Hello, everybody. Maybe just one last question. You had EUR 1.5 million reversal in the litho segment for the two scanners. I just was wondering in which quarter is the EUR 1.5 million and how they're putting on your margin. So it's just.

Götz Bendele
CEO, SÜSS MicroTec

Sorry.

Michael Reis
Funds Advisor, Discover Capital GmbH

Drops through to the EBIT, right? The EUR 1.5 million.

Götz Bendele
CEO, SÜSS MicroTec

You're talking about the what? The write-up? Sorry, you're talking about the write-up on the.

Michael Reis
Funds Advisor, Discover Capital GmbH

Yeah.

Götz Bendele
CEO, SÜSS MicroTec

Okay. Sorry.
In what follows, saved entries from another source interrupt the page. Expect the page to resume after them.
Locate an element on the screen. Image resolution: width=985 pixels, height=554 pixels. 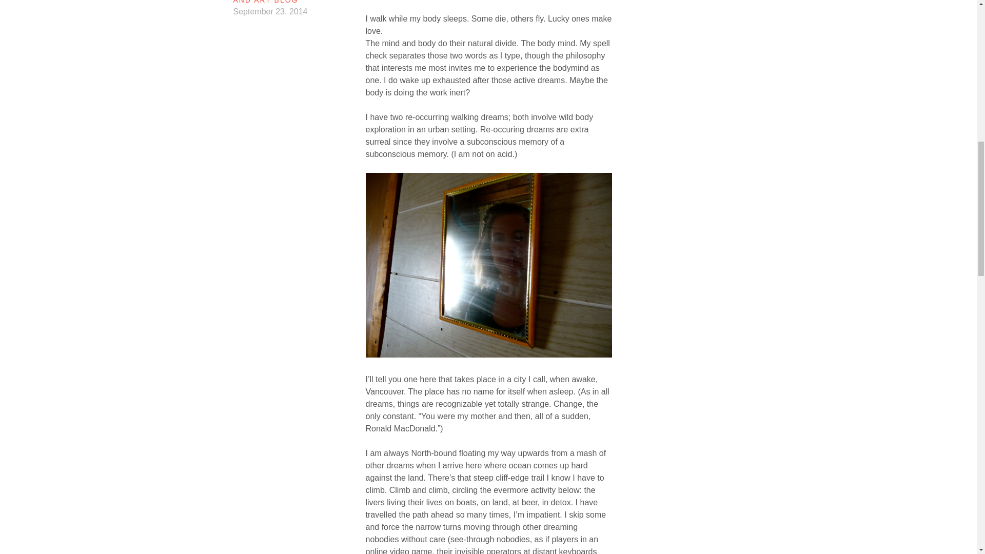
WRITING AND ART BLOG is located at coordinates (285, 2).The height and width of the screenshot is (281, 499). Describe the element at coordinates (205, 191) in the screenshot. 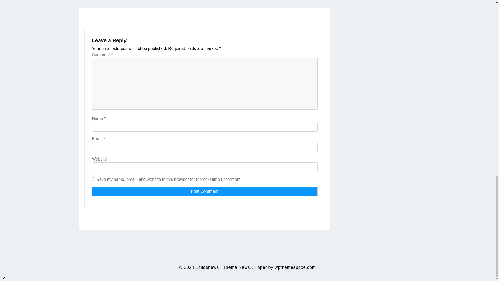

The question was which quarter does this show up?

Michael Reis
Funds Advisor, Discover Capital GmbH

Yes.

Götz Bendele
CEO, SÜSS MicroTec

One second. This showed up in the third quarter, no? The EUR 1.5 million. Give me one second. That was in the third quarter. Thank you.

Michael Reis
Funds Advisor, Discover Capital GmbH

Just all of the litho segment, right?

Götz Bendele
CEO, SÜSS MicroTec

Yes.

Michael Reis
Funds Advisor, Discover Capital GmbH

Okay. Thank you. That was all.

Operator

There are no more questions at this time, and I would like to hand back to Dr. Götz Bendele for closing comments.

Götz Bendele
CEO, SÜSS MicroTec

Okay. Well, thank you. Again, thank you everyone for taking your time to speak to us. I hope I was able to answer most questions. If you have any additional questions, feel free to reach out to Franca. I hope to speak to you again, not in three months, actually, but the next call will be in all likelihood for the annual results at the end of March. Thank you, and have a great day.